How many letters would you say have arrived in New York with this request? When the book debuted, six or so letters a week found their way to the publisher. It was released in paperback the next year, 1974, and spurred upwards of 100 letters a week. In 1987, the L.A. Times reported that since the movie came out, 400-500 letters a week began coming in.

I don’t know how long that stream kept up that pace, but it seems a bit unhinged, doesn’t it? Combine this with reports of people asking for the original Morgenstern edition, which doesn’t exist because the whole abridgment thing is a joke, and you wonder about their grip on reality. Are they playing along or do they realize Goldman says many things he doesn’t not mean?

Musing on ‘The Princess Bride,’ by William Goldman

Look, (Grownups skip this paragraph.) I’m not about to tell you this book has a tragic ending. I already said in the very first line how it was my favorite in all the world. But there’s a lot of bad stuff coming up, torture you’ve already been prepared for, but there’s worse. There’s death coming up, and you better understand this: some of the wrong people die…. and the reason is this; life is not fair. Forget the garbage your parents put out. Remember Morgenstern. You’ll be a lot happier.

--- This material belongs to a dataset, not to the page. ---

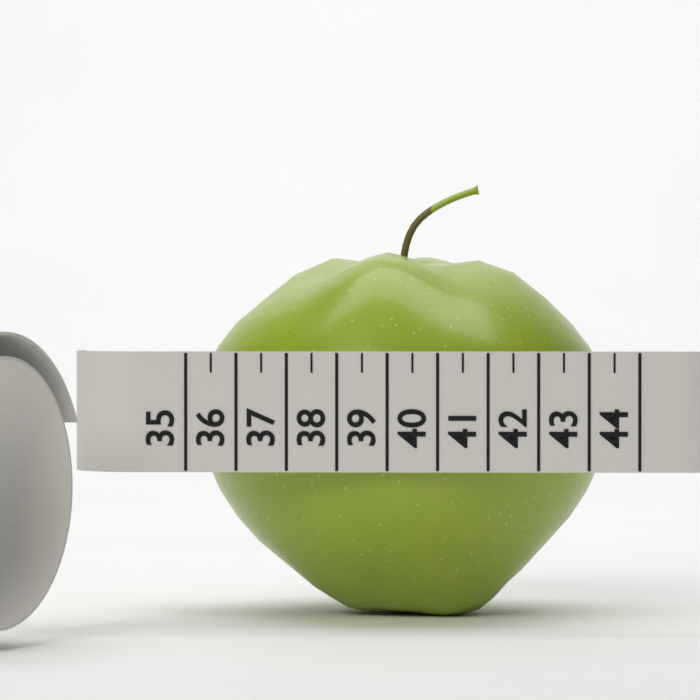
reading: 43.5 (no unit)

Last night I watched the film, “The Princess Bride” for the umpty-third time. Laughed and cried.

What’s not to love? It’s the perfect confection, almost parody but not quite. Self-aware, over the top, but entirely without condescension. Everybody involved seems to be having fun, and they welcome the viewer into the fun.

I first saw the movie in its first theatrical run. It got good reviews at the time, but wasn’t a major hit. Only when home video became available did it find its audience. Now it’s one of the most beloved – and quotable – movies in the world. With good reason.

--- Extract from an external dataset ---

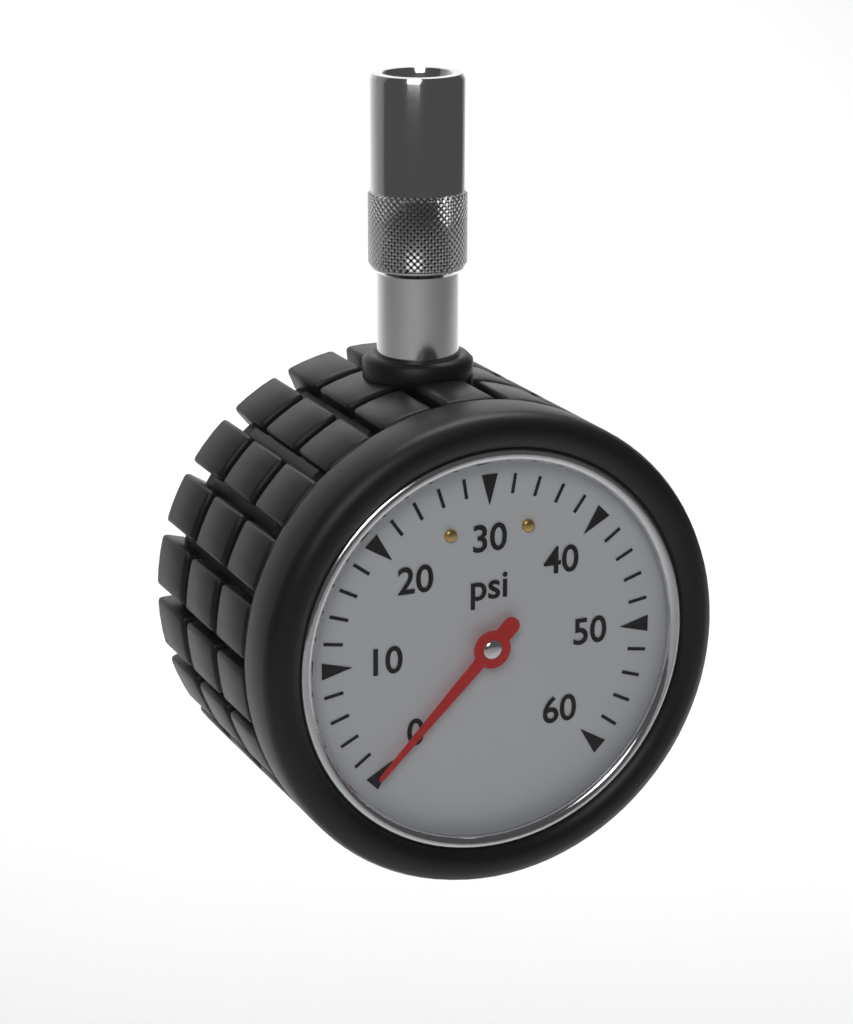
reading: 0 psi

But before I was a fan of the movie, I was a fan of the book. It was published in 1973, and I must have picked it up around 1978. Frankly, I bought it out of base motives – the original cover blurb called it “A Hot Fairy Tale!” I found something way better than I expected.

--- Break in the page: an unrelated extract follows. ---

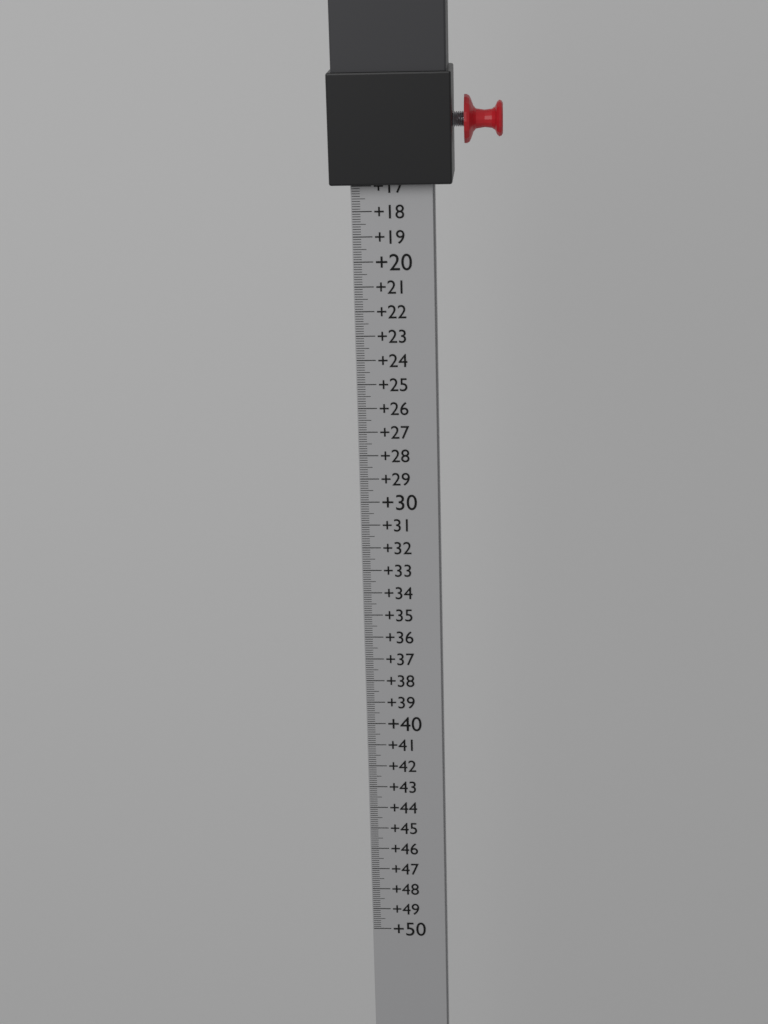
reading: 16.9 (no unit)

The big difference between the book and the movie is what I guess you’d call the “metanarrative.” In the movie you having a charming, funny adventure story, framed by a sweet series of vignettes involving a grandfather and his grandson.

The frame of the book is much broader and more complex. Goldman fictionalizes his own life, claiming his father was an immigrant from Florin, one of the imagined kingdoms in the book. He presents himself as a screenwriter who’s gone full Hollywood. He’s lost touch with his son (in real life Goldman had two daughters). Out of guilt, he tries to connect with the boy by giving him the book his dad used to read to him, The Princess Bride, by S. Morgenstern. Only he discovers that the book isn’t what he thought – most of it is a long, dull satire on the politics of Florin and Guilder at the time of the book’s writing. The real adventure stuff was just a minor narrative threaded here and there through the text. His dad had only read him the “good parts.” So Goldman has decided (he claims) to produce a “good parts” version of The Princess Bride.

But he can’t resist adding his own commentary, in pretty large doses, in footnotes and parenthetical interpolations. He talks about his childhood, his dreams, his disappointments. The movies he loves. The movies he wrote, and what he was trying to accomplish with them. How his life has consistently fallen short of the aspirations that romantic books and movies arouse in him. The book ends differently from the movie. The movie’s ending is sweet and heartwarming. The end of the book is ambivalent. They lived happily after…. But.

What The Princess Bride (novel) is about is the tragedy of impossible yearning. Most of us respond to the great stories. Our hearts are moved by the happy ending, the eucatastrophe, the fulfillment of True Love.

But we live (and who would know this better than a Jewish author?) in a world where True Love doesn’t guarantee that your beloved won’t be killed by a mugger or a pogrom or a stray meteorite. There’s something in our hearts that tells us True Love has to conquer all. Yet all around us we see that it doesn’t.

I have no idea what William Goldman’s spiritual beliefs were, if any. If he’d asked, someone could have told him about a True Love that does guarantee a miracle resurrection.